In Nepal, it’s setting up a hydropower project in the Himalayan region to help Nepal attract data center operators to the region while also meeting the energy needs of local households and businesses.
With its latest project with electric motorbike seller Enzi Electric Motors, Kula made a $2 million equity investment in the company in addition to funding the governance and reporting infrastructure. Embedded in the model is an allocation of governance tokens to motorcycle drivers that uses Enzi’s bikes and battery management system, which is “designed to align riders, staff and investors as the business grows,” the partners wrote in a statement.
Bill Schafer, Enzi’s late founder, had touted the investment for allowing the company “to scale clean mobility in a way that puts riders at the center.”
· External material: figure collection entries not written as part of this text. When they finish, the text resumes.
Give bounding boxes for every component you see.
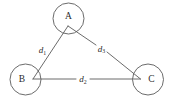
edge-label-d1: d1 <box>39 45 47 56</box>
edge-label-d2-subscript: 2 <box>84 79 87 85</box>
node-group <box>10 3 164 95</box>
node-label-b: B <box>19 74 25 84</box>
node-circle-b[interactable] <box>10 64 41 95</box>
edge-label-d3-subscript: 3 <box>102 48 105 54</box>
graph-diagram: A B C d1 d2 d3 <box>0 0 170 99</box>
edge-label-d3: d3 <box>98 44 106 55</box>
edge-label-d2: d2 <box>79 74 87 85</box>
edge-label-d1-subscript: 1 <box>43 50 46 56</box>
edge-line-a-c-lower <box>107 52 141 79</box>
node-label-a: A <box>65 11 72 21</box>
diagram-canvas: A B C d1 d2 d3 <box>0 0 170 99</box>
node-label-c: C <box>148 74 154 84</box>
edge-line-a-c-upper <box>68 26 96 45</box>
edge-group <box>33 26 141 79</box>
edge-label-group: d1 d2 d3 <box>39 44 106 85</box>
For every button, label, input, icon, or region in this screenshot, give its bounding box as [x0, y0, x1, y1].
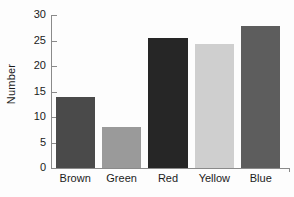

Kula is helping Enzi with driver data collection to audit how the bikes are used moment to moment and what services drivers need. Because drivers also have a governance say, they’re also taking charge of their own needs: they’ve proposed setting up an accident emergency fund and a micropension scheme.
The proposed funds are still in their proof of concept stage, while Enzi builds financial track records for its drivers. But they present a more transparent alternative to traditional informal savings groups, says Enzi’s Musyoki Muindi. The Kenya Union of Savings and Credit Co-operatives, the umbrella organizations for Kenyan savings and credit organizations, was defrauded of 13 billion Kenyan shillings ($100 million) of individuals’ savings.
With blockchain-based governance, says Muindi, “everybody can see and be involved in management.”
He adds, “Our impact is not just on people riding motorbikes, but on people who live among people using motorbikes.”
Proving the model
To protect everyone’s interests and ensure that projects stay on mission, Kula’s embeds in each project a three-prong governance system between the project’s partner, investors and communities and where no single group can override the other two.
In one trial of the model, a local South African community in a mining initiative used its
governance rights to advocate for pay parity between men and women working in the mines, and also to increase workers’ pay. Both of the community’s proposals passed.
Companies and investors support the structure, and those that don’t often “self-select out,” says Turner. “We haven’t had pushback in the process.”
Note: Kula has raised $30 million, an updated figure from the $17.5 million mentioned on their website.